Riveting tale of captives, captors

SHAME AND THE CAPTIVES<br><b>Thomas Keneally</b><br><i>Random House</i>
SHAME AND THE CAPTIVES<br><b>Thomas Keneally</b><br><i>Random House</i>
The breakout of Japanese prisoners of war in a camp in New South Wales in 1944 was a real event.

Thomas Keneally has based his story on an event of this kind, and written a riveting and dramatic fiction which explores, above all, the clash of cultures involved.

The extreme warrior culture of Japan involved a code of deathly shame in those taken prisoner, in this case a young Japanese pilot, whose appalling fervour for death is accompanied by total contempt for his captors.

They are bound by their humanity and efforts to abide by the Geneva Convention on the treatment of prisoners. The camp commander, Colonel Abercore, and his second in command, Major Suttor, do not see eye to eye. Only one man, a Russian academic, has any real understanding of the code under which the prisoners operate.

A second plot line revolves around a young married woman with a husband a prisoner of war in Germany and her father-in-law, who run a farm and who employ an Italian prisoner, a widespread practice at that time.

The factors that lead to the final catastrophe are developed in Keneally's straightforward literary style.

- Margaret Bannister is a retired psychotherapist and science teacher.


# [What the exercise asks]
Every entry must be duplicated precisely as written.

# [Records shown]
--

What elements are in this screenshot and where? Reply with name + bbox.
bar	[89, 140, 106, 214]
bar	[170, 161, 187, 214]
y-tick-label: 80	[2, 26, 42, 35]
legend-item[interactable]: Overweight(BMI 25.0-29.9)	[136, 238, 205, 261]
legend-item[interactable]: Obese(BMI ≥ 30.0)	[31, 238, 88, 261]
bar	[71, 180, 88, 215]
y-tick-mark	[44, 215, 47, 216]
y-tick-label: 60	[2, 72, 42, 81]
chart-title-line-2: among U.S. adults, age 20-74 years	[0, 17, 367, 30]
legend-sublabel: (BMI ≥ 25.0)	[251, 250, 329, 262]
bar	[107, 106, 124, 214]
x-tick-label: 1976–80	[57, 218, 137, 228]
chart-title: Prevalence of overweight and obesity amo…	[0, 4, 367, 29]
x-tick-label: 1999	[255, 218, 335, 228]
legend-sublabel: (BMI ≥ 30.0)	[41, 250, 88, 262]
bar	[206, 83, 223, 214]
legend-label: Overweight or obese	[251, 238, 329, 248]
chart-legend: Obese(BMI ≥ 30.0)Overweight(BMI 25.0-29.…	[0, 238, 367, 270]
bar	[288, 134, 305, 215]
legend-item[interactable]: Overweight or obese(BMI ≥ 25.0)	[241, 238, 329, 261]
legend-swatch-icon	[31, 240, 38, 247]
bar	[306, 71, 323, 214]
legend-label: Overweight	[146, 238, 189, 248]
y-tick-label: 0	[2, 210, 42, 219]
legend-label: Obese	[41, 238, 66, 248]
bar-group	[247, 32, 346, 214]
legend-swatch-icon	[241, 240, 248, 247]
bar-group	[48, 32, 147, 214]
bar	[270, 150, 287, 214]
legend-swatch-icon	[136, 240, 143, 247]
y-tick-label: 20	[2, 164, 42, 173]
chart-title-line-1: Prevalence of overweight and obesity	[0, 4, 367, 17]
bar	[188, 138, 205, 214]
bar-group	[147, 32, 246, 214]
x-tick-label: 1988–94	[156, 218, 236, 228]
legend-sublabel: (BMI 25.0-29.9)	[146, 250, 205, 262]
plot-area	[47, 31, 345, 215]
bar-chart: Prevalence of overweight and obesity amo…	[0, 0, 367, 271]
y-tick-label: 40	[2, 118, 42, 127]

--

# [Response for this exercise]
What elements are in this screenshot and where? Reply with name + bbox.
bar	[89, 140, 106, 214]
bar	[170, 161, 187, 214]
y-tick-label: 80	[2, 26, 42, 35]
legend-item[interactable]: Overweight(BMI 25.0-29.9)	[136, 238, 205, 261]
legend-item[interactable]: Obese(BMI ≥ 30.0)	[31, 238, 88, 261]
bar	[71, 180, 88, 215]
y-tick-mark	[44, 215, 47, 216]
y-tick-label: 60	[2, 72, 42, 81]
chart-title-line-2: among U.S. adults, age 20-74 years	[0, 17, 367, 30]
legend-sublabel: (BMI ≥ 25.0)	[251, 250, 329, 262]
bar	[107, 106, 124, 214]
x-tick-label: 1976–80	[57, 218, 137, 228]
chart-title: Prevalence of overweight and obesity amo…	[0, 4, 367, 29]
x-tick-label: 1999	[255, 218, 335, 228]
legend-sublabel: (BMI ≥ 30.0)	[41, 250, 88, 262]
bar	[206, 83, 223, 214]
legend-label: Overweight or obese	[251, 238, 329, 248]
chart-legend: Obese(BMI ≥ 30.0)Overweight(BMI 25.0-29.…	[0, 238, 367, 270]
bar	[288, 134, 305, 215]
legend-item[interactable]: Overweight or obese(BMI ≥ 25.0)	[241, 238, 329, 261]
legend-swatch-icon	[31, 240, 38, 247]
bar	[306, 71, 323, 214]
legend-label: Overweight	[146, 238, 189, 248]
y-tick-label: 0	[2, 210, 42, 219]
legend-label: Obese	[41, 238, 66, 248]
bar-group	[247, 32, 346, 214]
legend-swatch-icon	[241, 240, 248, 247]
bar-group	[48, 32, 147, 214]
bar	[270, 150, 287, 214]
legend-swatch-icon	[136, 240, 143, 247]
y-tick-label: 20	[2, 164, 42, 173]
chart-title-line-1: Prevalence of overweight and obesity	[0, 4, 367, 17]
bar	[188, 138, 205, 214]
bar-group	[147, 32, 246, 214]
x-tick-label: 1988–94	[156, 218, 236, 228]
legend-sublabel: (BMI 25.0-29.9)	[146, 250, 205, 262]
plot-area	[47, 31, 345, 215]
bar-chart: Prevalence of overweight and obesity amo…	[0, 0, 367, 271]
y-tick-label: 40	[2, 118, 42, 127]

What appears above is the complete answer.